UOB economists Enrico Tanuwidjaja and Sathit Talaengsatya expect the Bank of Thailand to cut the 1-day repurchase rate by 25 bps to 1.00% at the 25 February MPC meeting and see this as the terminal rate. They argue weak growth, subdued inflation and manageable financial stability risks justify an insurance easing within a low neutral-rate environment.

UOB sees 1.00% as terminal rate

“We maintain our view that the BOT is likely to cut the policy rate (1-day repurchase rate) by 25bps to 1.00% at the 25 Feb 2026 MPC meeting, from 1.25% currently. We see this as the terminal rate for the cycle.”

“That said, when we frame the decision through the BOT’s flexible inflation targeting (FIT) objectives—growth, inflation, and financial stability—the balance of risks still supports a final cut.”

“In our view, when growth is projected to run below potential for an extended period, monetary policy has a stronger case to act as insurance to reduce cyclical drag while complementary tools work through.”

“In our view, 2026 cyclical nominal neutral, given depressed inflation expectations, is in the range between 0.75% and 1.25% (midpoint: 1.0%). Based on a simple Fisher’s equation, when expected inflation is very low, the nominal neutral rate that corresponds to a given neutral real rate is also low.”

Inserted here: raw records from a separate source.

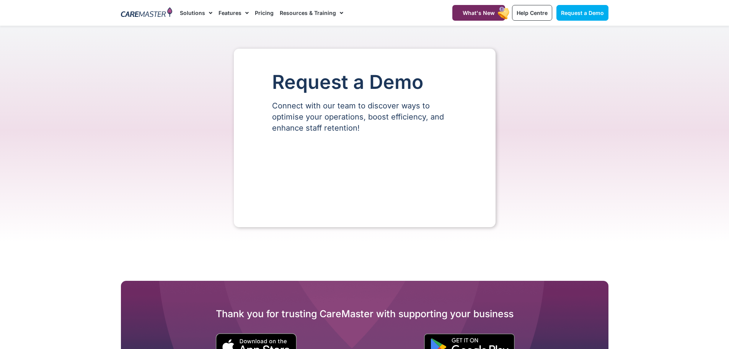 The height and width of the screenshot is (349, 729). Describe the element at coordinates (365, 82) in the screenshot. I see `h1: Request a Demo` at that location.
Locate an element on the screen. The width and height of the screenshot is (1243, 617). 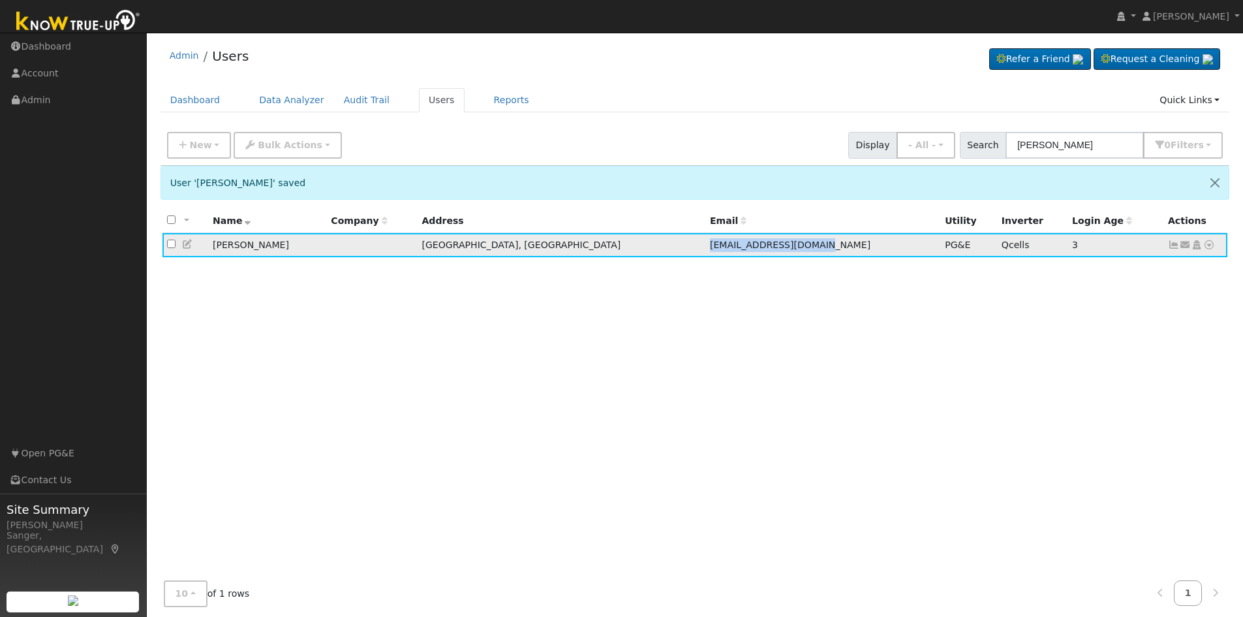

“Therefore, a cut to 1.00% would move policy closer to Thailand’s near-term neutral or mildly accommodative in real terms, helping support demand and reduce debt-deflation risks — without pushing policy into an aggressively low regime that could amplify search-for-yield behavior and longer-run financial stability concerns.”

(This article was created with the help of an Artificial Intelligence tool and reviewed by an editor.)